Rec 17 NHS England Specialised Commissioning; NHS Supply Chain; NHS Digital; NHS England and …
Ensure that procurement of HD facilities and home therapies delivered in partnership with the independent sector offers consistent quality and cost-effectiveness across the NHS in England. a) Minimum specification contracts to be developed for independent sector HD and managed equipment service facilities, with scope for local flexibility. Contracts to include framework for price and clinical governance arrangements. b) A central register of procurement activity of dialysis facilities and services to be developed; price per therapy should be transparent in the NHS Spend Comparison Service (SCS) or an alternative NHS Digital mandatory contracts register. c) NHS England and NHS Improvement to develop a catalogue of standard consumable, equipment and service codes that can be used in purchase orders, enabling benchmarking of costs and ensuring consistency across the system. d) National contracts to be developed with the independent sector for home therapies which are patient-centred and include guarantees of geographical completeness.
Rec 18 Clinicians; trust management; GIRFT; NHS Resolution; All trusts
Reduce litigation costs through application of the GIRFT programme's five-point plan (actions a-e) in addition to actions f and g which are specific to renal medicine. a) Clinicians and trust management to assess their benchmarked position compared with the national average when reviewing the estimated litigation cost per activity. Trusts would have received this information in the GIRFT litigation data pack. b) Clinicians and trust management to discuss with the legal department or claims handler claims submitted to NHS Resolution included in the data set to confirm correct coding to that department. Trusts to inform NHS Resolution of any claims that are not coded correctly to the appropriate specialty via CNSTHelpline@resolution.nhs.uk. c) Once claims have been verified clinicians and trust management to further review claims in detail including expert witness statements, panel firm reports and counsel advice as well as medical records to determine where patient care or documentation could be improved. If the legal department or claims handler needs additional assistance with this, each trust's panel firm should be able to provide support. d) Claims should be triangulated with learning themes from complaints, inquests and serious incidents (SIs); where a claim has not already been reviewed as an SI, this should be carried out to ensure no opportunity for learning is missed. e) Where trusts are outside the top quartile of trusts for litigation costs per activity, GIRFT will be asking national clinical leads and regional hubs to follow up and support trusts in the steps taken to learn from claims.

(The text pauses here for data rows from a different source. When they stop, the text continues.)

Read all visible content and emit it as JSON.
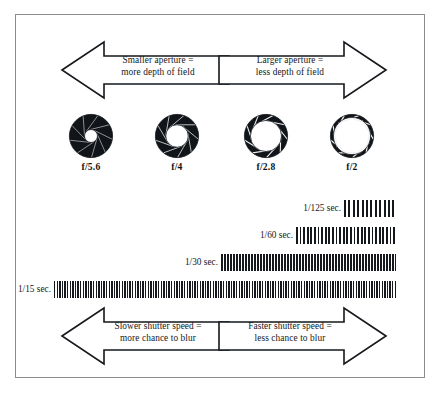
{
  "diagram": {
    "frame_color": "#8c8c8c",
    "ink_color": "#15181c"
  },
  "top_arrows": {
    "left": {
      "direction": "left",
      "icon": "arrow-left-icon",
      "line1": "Smaller aperture  =",
      "line2": "more depth of field"
    },
    "right": {
      "direction": "right",
      "icon": "arrow-right-icon",
      "line1": "Larger aperture  =",
      "line2": "less depth of field"
    }
  },
  "apertures": [
    {
      "label": "f/5.6",
      "icon": "aperture-iris-icon",
      "opening_ratio": 0.3,
      "blades": 9
    },
    {
      "label": "f/4",
      "icon": "aperture-iris-icon",
      "opening_ratio": 0.52,
      "blades": 9
    },
    {
      "label": "f/2.8",
      "icon": "aperture-iris-icon",
      "opening_ratio": 0.72,
      "blades": 9
    },
    {
      "label": "f/2",
      "icon": "aperture-iris-icon",
      "opening_ratio": 0.86,
      "blades": 9
    }
  ],
  "shutter_speeds": [
    {
      "label": "1/125 sec.",
      "bar_width": 52,
      "stripe_period": 4.4,
      "stripe_width": 2.0
    },
    {
      "label": "1/60 sec.",
      "bar_width": 100,
      "stripe_period": 3.6,
      "stripe_width": 1.8
    },
    {
      "label": "1/30 sec.",
      "bar_width": 175,
      "stripe_period": 3.0,
      "stripe_width": 1.6
    },
    {
      "label": "1/15 sec.",
      "bar_width": 342,
      "stripe_period": 2.6,
      "stripe_width": 1.4
    }
  ],
  "bottom_arrows": {
    "left": {
      "direction": "left",
      "icon": "arrow-left-icon",
      "line1": "Slower shutter speed  =",
      "line2": "more chance to blur"
    },
    "right": {
      "direction": "right",
      "icon": "arrow-right-icon",
      "line1": "Faster shutter speed  =",
      "line2": "less chance to blur"
    }
  }
}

They will also be able to share with trust examples of good practice where it would be of benefit. f) NHS Resolution, in collaboration with GIRFT, the renal providers and professionals, to define and publish the criteria by which they identify cases attributed to renal medicine, including all relevant surgical cases. g) Trusts to adopt these criteria when cases are referred to NHS Resolution and use them when reviewing claims as part of the GIRFT Programme's five-point plan.